Overheard (Installation)
Resonance Radio Orchestra
The worlds leading radio art station brings you: a performance, a radio show, an installation, an endurance test.
Arika have been creating events since 2001. The Archive is space to share the documentation of our work, over 600 events from the past 20 years. Browse the archive by event, artists and collections, explore using theme pairs, or use the index for a comprehensive overview.
The worlds leading radio art station brings you: a performance, a radio show, an installation, an endurance test.
Chip will read some of his great literary pornography, which pushes sexuality to the point of extremity and exhaustion.
Discussion: If we approach “care as an event” rather than as a “contract of exchange” then what becomes possible in how we know, care for, and appreciate each other?
Repetitive, mesmerizing rhythmic workouts, to pieces of stark and rigorous introspection, where notes picked and slid in isolation, scatter like mercury around the listener.
Free-jazz chat with Sabir Mateen, Daniel Cater, Andrew Barker – hosted by Byron Coley.
How do poetry and maths stitch together pictures of our fractured situation from its wreckage and relics, from the debris of hope and the well of residues that make us what we are?
Can we use sound, repetition and difference to personally and collectively engage with space, time and labour?
Arika is proud to be one of several arts organisations in Scotland supporting the commissioning of a radical new manifesto, by and for disabled artists working in Scotland.
Hartmut is going to talk a little about his work at large and the politics of how his films are constructed.
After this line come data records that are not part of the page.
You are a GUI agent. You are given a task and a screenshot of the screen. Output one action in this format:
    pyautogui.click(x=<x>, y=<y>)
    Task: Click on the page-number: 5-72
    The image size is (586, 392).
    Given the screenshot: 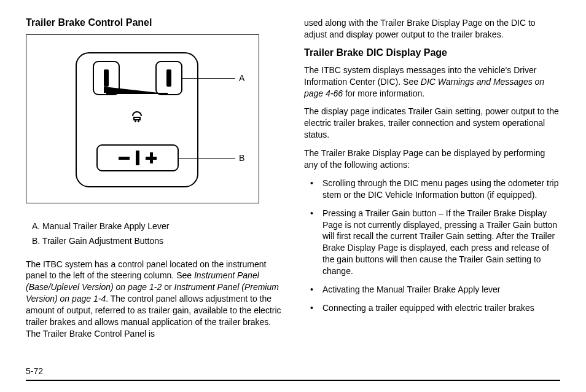 What is the action you would take?
    pyautogui.click(x=34, y=371)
And we’ll screen one of his best films: B-52.
Everyday objects and materials (rubber bands, paper, a sink, microphones) disabused of their inertia and made to speak for themselves in a kind of focusing in on the tiny, repetitive, almost unobserved (sonic/ visual) potential of everyday things put into motion.
A film performance about Guy then, and Guy now, as a metaphor for the passing of time, which of course all film is inherently about.
Why won’t the idea of the particle or individual go away? Is the measurement problem in physics a documentary film issue? What can a human be without its crutches of life-time and measure?